The bus ran quietly through the the predawn streets, wending its lonely way through the empty, blue streets. Seifer was alone on the bus, which suited him fine. It was better, nobody to gawk at him, stare at him like he was a killer, as if he were the one responsible for all the atrocities suffered by the people during the reign of the evil Edea.

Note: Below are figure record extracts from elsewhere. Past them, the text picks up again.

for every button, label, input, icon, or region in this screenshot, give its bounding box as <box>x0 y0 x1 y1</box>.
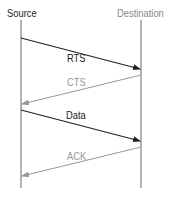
ack-label: ACK <box>67 150 86 162</box>
sequence-diagram <box>0 0 173 200</box>
source-label: Source <box>7 7 37 19</box>
data-label: Data <box>66 109 86 121</box>
cts-label: CTS <box>67 76 86 88</box>
rts-label: RTS <box>67 52 86 64</box>
destination-label: Destination <box>117 7 164 19</box>
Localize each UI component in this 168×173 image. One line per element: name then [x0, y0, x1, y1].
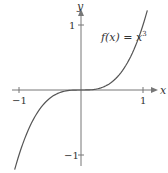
y-tick-label-neg1: −1 — [64, 150, 79, 161]
annotation-exponent: 3 — [142, 30, 146, 38]
x-axis-label: x — [160, 84, 167, 97]
x-tick-label-1: 1 — [140, 95, 146, 106]
cubic-function-plot: x y −1 1 1 −1 f(x) = x3 — [0, 0, 168, 173]
function-annotation: f(x) = x3 — [100, 30, 147, 44]
x-axis-arrow-icon — [151, 87, 158, 93]
annotation-lhs: f(x) = x — [100, 31, 143, 44]
x-tick-label-neg1: −1 — [12, 95, 27, 106]
y-axis-label: y — [76, 0, 84, 13]
y-tick-label-1: 1 — [69, 20, 75, 31]
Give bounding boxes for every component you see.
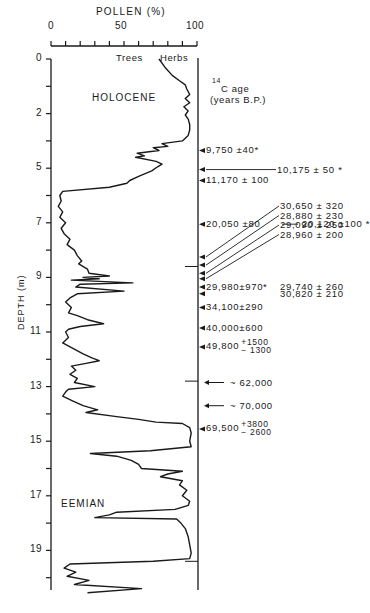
y-tick-label: 7: [36, 216, 42, 227]
c14-date-label: 28,960 ± 200: [280, 229, 344, 240]
trees-label: Trees: [116, 52, 143, 63]
y-tick-label: 11: [30, 325, 41, 336]
c14-superscript: 14: [212, 77, 221, 84]
c14-date-label: 9,750 ±40*: [206, 144, 259, 155]
arrow-icon: [199, 167, 205, 172]
c14-date-label: ~ 70,000: [230, 400, 273, 411]
y-tick-label: 5: [36, 161, 42, 172]
c14-date-label: 11,170 ± 100: [206, 174, 269, 185]
age-axis-title-line2: (years B.P.): [210, 94, 266, 105]
arrow-icon: [199, 271, 205, 276]
arrow-icon: [199, 222, 205, 227]
c14-date-label: ~ 62,000: [230, 377, 273, 388]
y-tick-label: 17: [30, 489, 42, 500]
x-tick-50: 50: [115, 20, 127, 31]
c14-date-label: 20,050 ±80: [206, 218, 260, 229]
arrow-icon: [199, 178, 205, 183]
arrow-icon: [199, 426, 205, 431]
arrow-icon: [199, 345, 205, 350]
y-tick-label: 19: [30, 543, 42, 554]
arrow-icon: [199, 263, 205, 268]
leader-line: [206, 235, 279, 279]
c14-date-label: 34,100±290: [206, 301, 263, 312]
c14-date-label: 29,980±970*: [206, 281, 268, 292]
trees-herbs-pollen-curve: [58, 59, 191, 593]
arrow-icon: [199, 276, 205, 281]
age-axis-title-line1: C age: [221, 83, 249, 94]
herbs-label: Herbs: [160, 52, 188, 63]
arrow-icon: [204, 380, 209, 385]
c14-date-label: 69,500+3800− 2600: [206, 420, 272, 436]
y-tick-label: 0: [36, 52, 42, 63]
y-tick-label: 13: [30, 380, 42, 391]
zone-eemian: EEMIAN: [61, 498, 105, 509]
zone-holocene: HOLOCENE: [92, 92, 156, 103]
c14-date-label: 40,000±600: [206, 322, 263, 333]
y-tick-label: 9: [36, 270, 42, 281]
c14-date-label: 49,800+1500− 1300: [206, 338, 272, 354]
x-axis-title: POLLEN (%): [96, 6, 166, 17]
y-tick-label: 15: [30, 434, 42, 445]
y-axis-title: DEPTH (m): [16, 275, 26, 331]
arrow-icon: [199, 305, 205, 310]
y-tick-label: 2: [36, 107, 42, 118]
x-tick-0: 0: [48, 20, 54, 31]
arrow-icon: [199, 148, 205, 153]
arrow-icon: [199, 284, 205, 289]
arrow-icon: [199, 325, 205, 330]
c14-date-label: 10,175 ± 50 *: [277, 164, 343, 175]
arrow-icon: [204, 403, 209, 408]
x-tick-100: 100: [186, 20, 204, 31]
arrow-icon: [199, 254, 205, 259]
arrow-icon: [199, 291, 205, 296]
c14-date-label: 30,820 ± 210: [280, 288, 344, 299]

"I was" he would remind himself anytime he saw those suspicious looks, the hatred. It was always the same, every time he looked into those burning eyes, he would cringe. There was a time where he knew he could do everything, beat anyone, where he was invincible, a near force of nature. Now the sight of a child who recognized him from the old newspapers, or heaven forbids a student from a garden on vacation, would bowl him over, crack his visage, and break his soul. Seeing Quistis last night, he was struck by how well she handled herself, how she could look at herself in the morning, put on that neutral expression of hers, and be content with what she had done. She was a good guy, she was the epitome of right. She had nothing to be ashamed of; there were no single mothers walking a stroller with that tired look in her eyes, the look of loss and burden. She would never have to answer to that innocence, tell the mother why her husband had to die in a attack that amounted to revenge.
The bus continued its subdued journey through those quiet streets, never needing to stop, just rolling on with little purpose beyond its predetermined route.